Memo to Amazon.com: Open the Kindle
Amazon's Kindle e-book may turn out to be a textbook. A textbook example, that is, of how the strengths of closed platforms can quickly turn into a weakness.
From a product perspective, Kindle addresses every key weakness of its predecessors: Its screen is readable, its networking promises to be fluid and persistent, it has a keyboard so readers aren't merely readers, and it comes with a large supply of relatively low cost, popular books.
But Kindle operates in a closed universe, and that’s why it probably won’t succeed in the long term as currently constructed. It's easy to see why Amazon went with the “closed” strategy: Amazon makes money controlling the transactions and the content. That's why iPod requires you to use iTunes and that's worked out pretty well for Apple. For similar reasons, Facebook doesn't let users extract to other social networks all the information they've invested in the site.
Going with a closed strategy is often only a short-term solution. The demand for content can create pressures that force a company to open its devices or face competition from new products or platforms that trumpet their openness. For example, the success of Facebook and MySpace are responsible for the demand that Google's OpenSocial initiative addresses. Facebook this summer anticipated the demand for open social networking platforms by enabling third parties to build applications that run on it. Salesforce.com is also headed down the path to openness with its application exchange. Firefox has gained market share against Microsoft's browser in no small part because it's open to plug-ins.
In almost every case, markets tend toward openness. Being closed works sometimes, but because it's almost always done for the benefit of the company and against the interest of users, openness is almost always the right long-term strategy. Is your company or product in the crosshairs of an open movement? Here are four indicators that suggest an “open” strategy is right for you:
The benefit your product brings customers is broad and of cultural significance. We're fine using closed software for figuring out our hat size, but music, books, and friendships have such reach across every aspect of our lives that we will want to tear down the walls of any product that tries to confine us.
The quality of what your product delivers is subjective. The quality of the readings provided by a medical device that measures blood sugar is not subjective, but the quality of a music video is. The more subjective the quality, the greater the imperative that users be able to decide for themselves what they want from your product.
The benefit your product brings naturally wants to be a commodity. If the price of what your product delivers is high only because you have a lock on the market, your lock is unlikely to hold. The New York Times certainly has a lock on the output of NY Times columnists, yet it recently ended the Times Select program, enabling people once again to read those columnists without a paid subscription. While NY Times columnists are not exactly a commodity “product,” in an age of abundance insight is nevertheless in over-supply.
Your product could be construed as a platform. Does it provide a broad (as opposed to narrow) service? Does it benefit by enabling a wide variety of functions? If so, as your product succeeds, users benefit if more and more functionality is poured into it ... more functionality than could be supplied by your company alone.
What about you? Do you think Kindle will be able to maintain itself as a relatively closed system? How about iTunes? Where do you see openness encroaching next?
David Weinberger is the author of Everything Is Miscellaneous: The Power of the New Digital Disorder and a fellow at the Berkman Center for Internet and Society at Harvard Law School.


§ Work to be completed: Reproduce the records below word for word.

▶

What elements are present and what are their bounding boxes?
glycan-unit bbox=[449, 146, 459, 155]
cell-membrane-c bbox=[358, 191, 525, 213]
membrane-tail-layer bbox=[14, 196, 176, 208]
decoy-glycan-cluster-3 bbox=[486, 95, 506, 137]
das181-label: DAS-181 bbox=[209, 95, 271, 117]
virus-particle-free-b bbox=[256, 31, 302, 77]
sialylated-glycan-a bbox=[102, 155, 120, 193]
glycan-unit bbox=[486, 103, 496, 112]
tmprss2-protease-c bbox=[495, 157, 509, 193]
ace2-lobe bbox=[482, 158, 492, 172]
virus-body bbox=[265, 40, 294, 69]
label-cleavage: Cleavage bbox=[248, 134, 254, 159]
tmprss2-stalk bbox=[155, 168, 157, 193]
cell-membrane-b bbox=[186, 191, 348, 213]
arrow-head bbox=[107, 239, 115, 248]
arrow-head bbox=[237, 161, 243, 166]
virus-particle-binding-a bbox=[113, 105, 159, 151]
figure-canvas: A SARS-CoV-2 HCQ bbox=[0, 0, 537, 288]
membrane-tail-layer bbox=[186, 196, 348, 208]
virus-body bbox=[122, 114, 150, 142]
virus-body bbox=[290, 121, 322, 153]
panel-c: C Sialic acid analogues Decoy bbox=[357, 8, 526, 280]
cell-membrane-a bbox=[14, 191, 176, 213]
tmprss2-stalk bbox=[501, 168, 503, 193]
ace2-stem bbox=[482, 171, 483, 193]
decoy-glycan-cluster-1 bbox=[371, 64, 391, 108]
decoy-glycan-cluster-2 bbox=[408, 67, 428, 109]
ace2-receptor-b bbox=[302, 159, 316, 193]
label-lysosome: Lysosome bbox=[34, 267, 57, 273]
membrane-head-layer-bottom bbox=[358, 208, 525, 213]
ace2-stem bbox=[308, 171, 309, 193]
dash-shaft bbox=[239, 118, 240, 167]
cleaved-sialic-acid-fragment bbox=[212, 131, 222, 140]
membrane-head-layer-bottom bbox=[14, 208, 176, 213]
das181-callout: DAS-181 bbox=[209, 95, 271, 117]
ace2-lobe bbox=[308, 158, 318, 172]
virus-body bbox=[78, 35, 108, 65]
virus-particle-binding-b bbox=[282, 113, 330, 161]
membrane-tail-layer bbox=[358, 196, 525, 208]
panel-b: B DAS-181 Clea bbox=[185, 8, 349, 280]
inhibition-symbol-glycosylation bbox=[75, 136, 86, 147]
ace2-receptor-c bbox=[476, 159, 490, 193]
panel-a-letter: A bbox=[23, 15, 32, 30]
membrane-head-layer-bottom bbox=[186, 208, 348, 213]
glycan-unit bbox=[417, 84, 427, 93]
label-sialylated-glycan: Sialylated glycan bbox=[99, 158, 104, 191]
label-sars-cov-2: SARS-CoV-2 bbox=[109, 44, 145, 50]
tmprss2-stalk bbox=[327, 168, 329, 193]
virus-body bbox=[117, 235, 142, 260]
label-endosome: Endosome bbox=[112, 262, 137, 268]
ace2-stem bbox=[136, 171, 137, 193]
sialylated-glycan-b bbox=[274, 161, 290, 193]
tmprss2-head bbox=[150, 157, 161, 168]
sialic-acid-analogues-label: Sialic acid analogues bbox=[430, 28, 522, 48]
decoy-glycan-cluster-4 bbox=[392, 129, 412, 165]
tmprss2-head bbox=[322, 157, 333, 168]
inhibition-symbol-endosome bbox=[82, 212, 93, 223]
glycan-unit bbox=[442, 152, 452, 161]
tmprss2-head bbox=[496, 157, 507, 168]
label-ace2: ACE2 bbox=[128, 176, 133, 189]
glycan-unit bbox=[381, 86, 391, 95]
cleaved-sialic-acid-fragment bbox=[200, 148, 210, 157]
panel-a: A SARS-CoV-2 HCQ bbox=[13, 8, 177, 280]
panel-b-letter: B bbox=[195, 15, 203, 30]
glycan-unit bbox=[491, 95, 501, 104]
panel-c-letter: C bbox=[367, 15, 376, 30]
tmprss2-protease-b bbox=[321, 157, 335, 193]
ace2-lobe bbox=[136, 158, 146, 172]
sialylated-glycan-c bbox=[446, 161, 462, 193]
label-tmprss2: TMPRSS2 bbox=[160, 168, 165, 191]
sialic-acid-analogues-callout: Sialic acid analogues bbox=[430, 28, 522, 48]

◀

§ Completed task:
What elements are present and what are their bounding boxes?
glycan-unit bbox=[449, 146, 459, 155]
cell-membrane-c bbox=[358, 191, 525, 213]
membrane-tail-layer bbox=[14, 196, 176, 208]
decoy-glycan-cluster-3 bbox=[486, 95, 506, 137]
das181-label: DAS-181 bbox=[209, 95, 271, 117]
virus-particle-free-b bbox=[256, 31, 302, 77]
sialylated-glycan-a bbox=[102, 155, 120, 193]
glycan-unit bbox=[486, 103, 496, 112]
tmprss2-protease-c bbox=[495, 157, 509, 193]
ace2-lobe bbox=[482, 158, 492, 172]
virus-body bbox=[265, 40, 294, 69]
label-cleavage: Cleavage bbox=[248, 134, 254, 159]
tmprss2-stalk bbox=[155, 168, 157, 193]
cell-membrane-b bbox=[186, 191, 348, 213]
arrow-head bbox=[107, 239, 115, 248]
arrow-head bbox=[237, 161, 243, 166]
virus-particle-binding-a bbox=[113, 105, 159, 151]
figure-canvas: A SARS-CoV-2 HCQ bbox=[0, 0, 537, 288]
membrane-tail-layer bbox=[186, 196, 348, 208]
virus-body bbox=[122, 114, 150, 142]
virus-body bbox=[290, 121, 322, 153]
panel-c: C Sialic acid analogues Decoy bbox=[357, 8, 526, 280]
cell-membrane-a bbox=[14, 191, 176, 213]
tmprss2-stalk bbox=[501, 168, 503, 193]
ace2-stem bbox=[482, 171, 483, 193]
decoy-glycan-cluster-1 bbox=[371, 64, 391, 108]
decoy-glycan-cluster-2 bbox=[408, 67, 428, 109]
ace2-receptor-b bbox=[302, 159, 316, 193]
label-lysosome: Lysosome bbox=[34, 267, 57, 273]
membrane-head-layer-bottom bbox=[358, 208, 525, 213]
ace2-stem bbox=[308, 171, 309, 193]
dash-shaft bbox=[239, 118, 240, 167]
cleaved-sialic-acid-fragment bbox=[212, 131, 222, 140]
membrane-head-layer-bottom bbox=[14, 208, 176, 213]
das181-callout: DAS-181 bbox=[209, 95, 271, 117]
ace2-lobe bbox=[308, 158, 318, 172]
virus-body bbox=[78, 35, 108, 65]
virus-particle-binding-b bbox=[282, 113, 330, 161]
membrane-tail-layer bbox=[358, 196, 525, 208]
panel-b: B DAS-181 Clea bbox=[185, 8, 349, 280]
inhibition-symbol-glycosylation bbox=[75, 136, 86, 147]
ace2-receptor-c bbox=[476, 159, 490, 193]
panel-a-letter: A bbox=[23, 15, 32, 30]
membrane-head-layer-bottom bbox=[186, 208, 348, 213]
glycan-unit bbox=[417, 84, 427, 93]
label-sialylated-glycan: Sialylated glycan bbox=[99, 158, 104, 191]
label-sars-cov-2: SARS-CoV-2 bbox=[109, 44, 145, 50]
tmprss2-stalk bbox=[327, 168, 329, 193]
virus-body bbox=[117, 235, 142, 260]
label-endosome: Endosome bbox=[112, 262, 137, 268]
ace2-stem bbox=[136, 171, 137, 193]
sialylated-glycan-b bbox=[274, 161, 290, 193]
tmprss2-head bbox=[150, 157, 161, 168]
sialic-acid-analogues-label: Sialic acid analogues bbox=[430, 28, 522, 48]
decoy-glycan-cluster-4 bbox=[392, 129, 412, 165]
tmprss2-head bbox=[322, 157, 333, 168]
inhibition-symbol-endosome bbox=[82, 212, 93, 223]
glycan-unit bbox=[442, 152, 452, 161]
tmprss2-head bbox=[496, 157, 507, 168]
label-ace2: ACE2 bbox=[128, 176, 133, 189]
glycan-unit bbox=[381, 86, 391, 95]
cleaved-sialic-acid-fragment bbox=[200, 148, 210, 157]
panel-a: A SARS-CoV-2 HCQ bbox=[13, 8, 177, 280]
panel-b-letter: B bbox=[195, 15, 203, 30]
glycan-unit bbox=[491, 95, 501, 104]
panel-c-letter: C bbox=[367, 15, 376, 30]
tmprss2-protease-b bbox=[321, 157, 335, 193]
ace2-lobe bbox=[136, 158, 146, 172]
sialylated-glycan-c bbox=[446, 161, 462, 193]
label-tmprss2: TMPRSS2 bbox=[160, 168, 165, 191]
sialic-acid-analogues-callout: Sialic acid analogues bbox=[430, 28, 522, 48]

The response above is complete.